The Trans-Pacific Partnership that President Donald Trump abandoned last week had few steadfast fans in healthcare.
Many feared its intellectual property protections would increase global pharmaceutical prices. The drug industry, meanwhile, argued those protections didn't go far enough.
The trade agreement negotiated by the Obama administration extends greater protection for pharmaceutical patents across a dozen Pacific Rim countries. The U.S. was a signatory, but President Barack Obama failed to garner enough support in Congress to ratify the pact into law. Trump pledged during his campaign to remove the U.S. from the partnership. Hillary Clinton, his Democratic opponent, also criticized the agreement.
The trade pact would have eliminated 18,000 taxes that other countries place on goods from the U.S. The other nations that agreed to the pact are Australia, Brunei, Canada, Chile, Japan, Malaysia, Mexico, New Zealand, Peru, Singapore and Vietnam.
Consumer advocacy group Public Citizen and aid organization Doctors Without Borders decried the deal's intellectual property provisions that required participating countries to extend data protection for biologic medicines—drugs produced with living matter—for at least five to eight years. They argued that doing so would keep biosimilars—the reproduced “generic” versions of biologics—from entering the market and bringing prices down.
“I think the Trump administration should use its power under existing law to make it clear we will allow generic competition,” said Peter Maybarduk, director of Public Citizen's Access to Medicines Program. “They should work with legislators, and legislators should push for a comprehensive agenda on drug pricing, recognizing that monopoly power is the core of the problem.”
Judit Rius Sanjuan, the U.S. manager for Doctors Without Borders' Access Campaign, said it would be possible to draft a trade agreement that satisfies both the private sector as well as nongovernmental organizations that are concerned about drugmaker monopolies. “We would like to see an agreement that is a win-win for innovation and access,” she said.
But Sanjuan said it's too early to know what the Trump administration's next steps will be, and it's hard to tell how the White House will treat the interests of pharmaceutical companies and NGOs. While the Republican Party tends to be pro-industry, Trump chastised the pharmaceutical industry's pricing practices at many points throughout his campaign.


## TASK ITEM
Copy the entries below exactly; any picture among them should be left out.

## AVAILABLE DATA
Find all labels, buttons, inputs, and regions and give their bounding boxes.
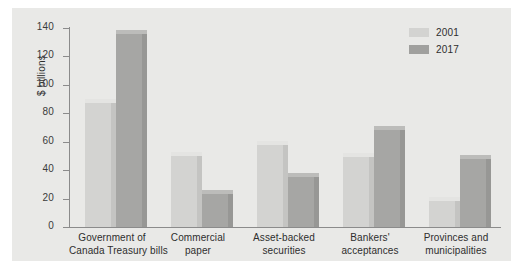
x-axis-label-line2: municipalities [413, 245, 499, 258]
bar-2017[interactable] [460, 159, 486, 227]
bar-face [460, 159, 486, 227]
bar-2017[interactable] [374, 130, 400, 227]
chart-legend: 2001 2017 [409, 24, 459, 58]
bar-face [116, 34, 142, 227]
y-tick-label: 140 [37, 21, 54, 32]
bar-2001[interactable] [257, 145, 283, 227]
bar-2017[interactable] [202, 194, 228, 227]
x-axis-label-line2: securities [241, 245, 327, 258]
x-axis-label: Bankers'acceptances [327, 232, 413, 257]
x-axis-label-line1: Asset-backed [241, 232, 327, 245]
x-axis-label-line2: Canada Treasury bills [69, 245, 155, 258]
y-tick-label: 0 [48, 220, 54, 231]
legend-label-2017: 2017 [436, 44, 459, 55]
legend-item-2001[interactable]: 2001 [409, 24, 459, 41]
bar-2017[interactable] [116, 34, 142, 227]
y-tick-label: 120 [37, 49, 54, 60]
x-axis-label: Provinces andmunicipalities [413, 232, 499, 257]
y-tick-mark [63, 227, 69, 228]
bar-group [343, 28, 405, 227]
x-axis-label: Asset-backedsecurities [241, 232, 327, 257]
x-axis-label-line1: Commercial [155, 232, 241, 245]
bar-cap [288, 173, 319, 177]
legend-label-2001: 2001 [436, 27, 459, 38]
bar-cap [343, 153, 374, 157]
bar-side [228, 194, 233, 227]
x-axis-label-line1: Government of [69, 232, 155, 245]
y-axis-title: $ billions [36, 55, 47, 96]
bar-2001[interactable] [343, 157, 369, 227]
x-axis-label-line2: acceptances [327, 245, 413, 258]
y-tick-0: 0 [63, 227, 69, 228]
bar-cap [85, 99, 116, 103]
bar-face [171, 156, 197, 227]
x-axis-line [69, 227, 501, 228]
y-tick-label: 100 [37, 78, 54, 89]
x-axis-label-line1: Provinces and [413, 232, 499, 245]
bar-side [142, 34, 147, 227]
bar-2017[interactable] [288, 177, 314, 227]
bar-2001[interactable] [171, 156, 197, 227]
legend-swatch-2017 [409, 45, 429, 54]
bar-face [257, 145, 283, 227]
x-axis-label: Government ofCanada Treasury bills [69, 232, 155, 257]
y-tick-label: 40 [42, 163, 54, 174]
bar-face [429, 201, 455, 227]
bar-face [343, 157, 369, 227]
bar-cap [374, 126, 405, 130]
bar-2001[interactable] [429, 201, 455, 227]
bar-side [400, 130, 405, 227]
bar-2001[interactable] [85, 103, 111, 227]
bar-cap [171, 152, 202, 156]
x-axis-label: Commercialpaper [155, 232, 241, 257]
bar-side [486, 159, 491, 227]
bar-cap [257, 141, 288, 145]
bar-group [171, 28, 233, 227]
y-tick-label: 80 [42, 106, 54, 117]
legend-item-2017[interactable]: 2017 [409, 41, 459, 58]
bar-side [314, 177, 319, 227]
bar-cap [460, 155, 491, 159]
bar-cap [429, 197, 460, 201]
bar-cap [202, 190, 233, 194]
y-tick-label: 20 [42, 192, 54, 203]
bar-cap [116, 30, 147, 34]
bar-group [85, 28, 147, 227]
legend-swatch-2001 [409, 28, 429, 37]
bar-group [257, 28, 319, 227]
bar-face [288, 177, 314, 227]
x-axis-label-line2: paper [155, 245, 241, 258]
chart-figure: $ billions 140120100806040200 Government… [0, 0, 523, 278]
bar-face [85, 103, 111, 227]
bar-face [202, 194, 228, 227]
y-tick-label: 60 [42, 135, 54, 146]
x-axis-label-line1: Bankers' [327, 232, 413, 245]
bar-face [374, 130, 400, 227]
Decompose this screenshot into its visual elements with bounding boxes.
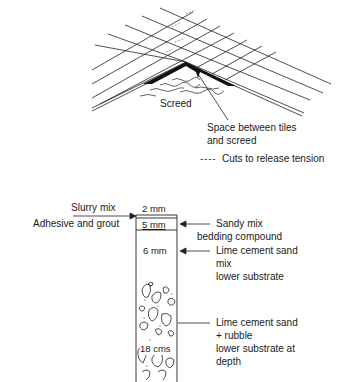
rubble-label-line4: depth [216, 356, 241, 368]
lime-mix-label-line3: lower substrate [216, 271, 284, 283]
tension-cut-marks [166, 10, 196, 52]
thickness-slurry: 2 mm [142, 203, 166, 215]
tile-grid-lines [92, 8, 331, 116]
legend-dash-symbol: - - - - [200, 153, 215, 165]
space-label-line1: Space between tiles [207, 122, 297, 134]
thickness-rubble: 18 cms [140, 343, 171, 355]
space-label-line2: and screed [207, 135, 256, 147]
screed-label: Screed [160, 98, 192, 110]
adhesive-grout-label: Adhesive and grout [33, 218, 119, 230]
lime-mix-label-line2: mix [216, 258, 232, 270]
legend-cuts-label: Cuts to release tension [222, 153, 324, 165]
sandy-mix-label: Sandy mix [216, 218, 263, 230]
rubble-stones [138, 282, 175, 380]
slurry-mix-label: Slurry mix [71, 202, 115, 214]
bedding-compound-label: bedding compound [197, 231, 282, 243]
rubble-label-line3: lower substrate at [216, 343, 295, 355]
thickness-lime: 6 mm [143, 245, 167, 257]
rubble-dots [143, 293, 172, 366]
rubble-label-line2: + rubble [216, 330, 252, 342]
lime-mix-label-line1: Lime cement sand [216, 245, 298, 257]
thickness-sandy: 5 mm [142, 219, 166, 231]
rubble-label-line1: Lime cement sand [216, 317, 298, 329]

## EXERCISE SOLUTION
Find all labels, buttons, inputs, and regions and give their bounding boxes.
x-axis-label-line2: municipalities [413, 245, 499, 258]
bar-2017[interactable] [460, 159, 486, 227]
bar-face [460, 159, 486, 227]
bar-2017[interactable] [374, 130, 400, 227]
chart-legend: 2001 2017 [409, 24, 459, 58]
bar-face [116, 34, 142, 227]
y-tick-label: 140 [37, 21, 54, 32]
bar-2001[interactable] [257, 145, 283, 227]
bar-2017[interactable] [202, 194, 228, 227]
x-axis-label-line2: securities [241, 245, 327, 258]
x-axis-label: Bankers'acceptances [327, 232, 413, 257]
x-axis-label-line1: Asset-backed [241, 232, 327, 245]
x-axis-label-line2: Canada Treasury bills [69, 245, 155, 258]
y-tick-label: 0 [48, 220, 54, 231]
legend-label-2017: 2017 [436, 44, 459, 55]
legend-item-2001[interactable]: 2001 [409, 24, 459, 41]
bar-2017[interactable] [116, 34, 142, 227]
y-tick-label: 120 [37, 49, 54, 60]
x-axis-label: Provinces andmunicipalities [413, 232, 499, 257]
y-tick-mark [63, 227, 69, 228]
bar-group [343, 28, 405, 227]
x-axis-label: Asset-backedsecurities [241, 232, 327, 257]
x-axis-label-line1: Commercial [155, 232, 241, 245]
bar-cap [288, 173, 319, 177]
legend-label-2001: 2001 [436, 27, 459, 38]
bar-cap [343, 153, 374, 157]
bar-side [228, 194, 233, 227]
x-axis-label-line1: Government of [69, 232, 155, 245]
y-axis-title: $ billions [36, 55, 47, 96]
bar-2001[interactable] [343, 157, 369, 227]
x-axis-label-line2: acceptances [327, 245, 413, 258]
y-tick-0: 0 [63, 227, 69, 228]
bar-cap [85, 99, 116, 103]
bar-face [171, 156, 197, 227]
x-axis-line [69, 227, 501, 228]
y-tick-label: 100 [37, 78, 54, 89]
x-axis-label-line1: Provinces and [413, 232, 499, 245]
bar-side [142, 34, 147, 227]
bar-2017[interactable] [288, 177, 314, 227]
bar-2001[interactable] [171, 156, 197, 227]
legend-swatch-2017 [409, 45, 429, 54]
bar-face [257, 145, 283, 227]
x-axis-label: Government ofCanada Treasury bills [69, 232, 155, 257]
y-tick-label: 40 [42, 163, 54, 174]
bar-face [429, 201, 455, 227]
bar-face [343, 157, 369, 227]
bar-cap [374, 126, 405, 130]
bar-2001[interactable] [429, 201, 455, 227]
bar-side [400, 130, 405, 227]
bar-2001[interactable] [85, 103, 111, 227]
bar-cap [171, 152, 202, 156]
x-axis-label: Commercialpaper [155, 232, 241, 257]
bar-side [486, 159, 491, 227]
bar-cap [257, 141, 288, 145]
bar-group [171, 28, 233, 227]
y-tick-label: 80 [42, 106, 54, 117]
legend-item-2017[interactable]: 2017 [409, 41, 459, 58]
bar-side [314, 177, 319, 227]
bar-cap [460, 155, 491, 159]
bar-cap [429, 197, 460, 201]
bar-cap [202, 190, 233, 194]
y-tick-label: 20 [42, 192, 54, 203]
bar-cap [116, 30, 147, 34]
bar-group [85, 28, 147, 227]
legend-swatch-2001 [409, 28, 429, 37]
bar-group [257, 28, 319, 227]
bar-face [288, 177, 314, 227]
x-axis-label-line2: paper [155, 245, 241, 258]
chart-figure: $ billions 140120100806040200 Government… [0, 0, 523, 278]
bar-face [85, 103, 111, 227]
bar-face [202, 194, 228, 227]
y-tick-label: 60 [42, 135, 54, 146]
x-axis-label-line1: Bankers' [327, 232, 413, 245]
bar-face [374, 130, 400, 227]
Decompose this screenshot into its visual elements with bounding boxes.
rubble-label-line4: depth [216, 356, 241, 368]
lime-mix-label-line3: lower substrate [216, 271, 284, 283]
tension-cut-marks [166, 10, 196, 52]
thickness-slurry: 2 mm [142, 203, 166, 215]
tile-grid-lines [92, 8, 331, 116]
legend-dash-symbol: - - - - [200, 153, 215, 165]
space-label-line1: Space between tiles [207, 122, 297, 134]
thickness-rubble: 18 cms [140, 343, 171, 355]
space-label-line2: and screed [207, 135, 256, 147]
screed-label: Screed [160, 98, 192, 110]
adhesive-grout-label: Adhesive and grout [33, 218, 119, 230]
lime-mix-label-line2: mix [216, 258, 232, 270]
legend-cuts-label: Cuts to release tension [222, 153, 324, 165]
sandy-mix-label: Sandy mix [216, 218, 263, 230]
rubble-stones [138, 282, 175, 380]
slurry-mix-label: Slurry mix [71, 202, 115, 214]
bedding-compound-label: bedding compound [197, 231, 282, 243]
rubble-label-line3: lower substrate at [216, 343, 295, 355]
thickness-lime: 6 mm [143, 245, 167, 257]
rubble-dots [143, 293, 172, 366]
rubble-label-line2: + rubble [216, 330, 252, 342]
lime-mix-label-line1: Lime cement sand [216, 245, 298, 257]
thickness-sandy: 5 mm [142, 219, 166, 231]
rubble-label-line1: Lime cement sand [216, 317, 298, 329]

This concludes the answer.